O’Keefe’s family is seeking at least $50,000 in damages. Boston.com has reached out to the two bars and Read’s lawyers for comment.

Monday’s lawsuit follows months of public uproar and media scrutiny surrounding Read’s criminal case. Large crowds gathered outside Norfolk Superior Court in Dedham every day of Read’s trial, which spanned more than eight weeks of testimony. Dueling crowds of trial watchers — some part of the “Free Karen Read” movement, others standing with O’Keefe’s family — continue to hover around the courthouse for each post-trial hearing.

Last week, Judge Beverly Cannone denied a defense motion to dismiss two of the three criminal charges Read is facing, including second-degree murder and leaving the scene of a fatal accident. Citing information they heard from several purported jurors following the mistrial, the defense asserted that the jury was only deadlocked on the charge of manslaughter while operating a motor vehicle under the influence.
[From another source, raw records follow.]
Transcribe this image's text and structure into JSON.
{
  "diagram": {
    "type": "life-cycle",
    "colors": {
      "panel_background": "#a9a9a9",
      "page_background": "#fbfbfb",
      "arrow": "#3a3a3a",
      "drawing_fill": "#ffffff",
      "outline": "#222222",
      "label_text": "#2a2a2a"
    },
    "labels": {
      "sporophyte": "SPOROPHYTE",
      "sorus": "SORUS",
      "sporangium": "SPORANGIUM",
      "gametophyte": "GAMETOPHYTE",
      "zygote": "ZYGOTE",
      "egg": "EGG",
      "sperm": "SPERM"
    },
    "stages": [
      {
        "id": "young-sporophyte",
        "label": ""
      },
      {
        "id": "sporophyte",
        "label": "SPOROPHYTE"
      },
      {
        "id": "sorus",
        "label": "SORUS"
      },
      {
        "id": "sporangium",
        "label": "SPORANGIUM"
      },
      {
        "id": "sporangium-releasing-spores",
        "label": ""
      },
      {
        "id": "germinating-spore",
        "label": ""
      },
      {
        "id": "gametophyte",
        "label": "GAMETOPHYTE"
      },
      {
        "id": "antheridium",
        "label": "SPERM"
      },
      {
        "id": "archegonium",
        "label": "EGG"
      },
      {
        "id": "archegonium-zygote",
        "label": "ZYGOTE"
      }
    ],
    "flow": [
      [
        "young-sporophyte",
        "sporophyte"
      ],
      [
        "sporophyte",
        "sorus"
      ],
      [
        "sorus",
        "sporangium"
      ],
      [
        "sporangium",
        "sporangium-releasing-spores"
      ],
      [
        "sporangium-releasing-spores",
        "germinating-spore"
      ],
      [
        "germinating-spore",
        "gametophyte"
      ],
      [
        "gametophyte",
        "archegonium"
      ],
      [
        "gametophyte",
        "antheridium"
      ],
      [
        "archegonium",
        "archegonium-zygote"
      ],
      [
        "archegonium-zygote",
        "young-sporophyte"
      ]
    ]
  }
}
They allege jurors had informally decided to acquit Read of the other two charges.

In response to Cannone’s decision, defense attorney Martin Weinberg — who took point on the motion to dismiss — said Read’s team “fully intend[s] a vigorous appeal to assert and uphold Ms. Read’s rights founded on the foundation of the federal constitution’s Double Jeopardy Clause.”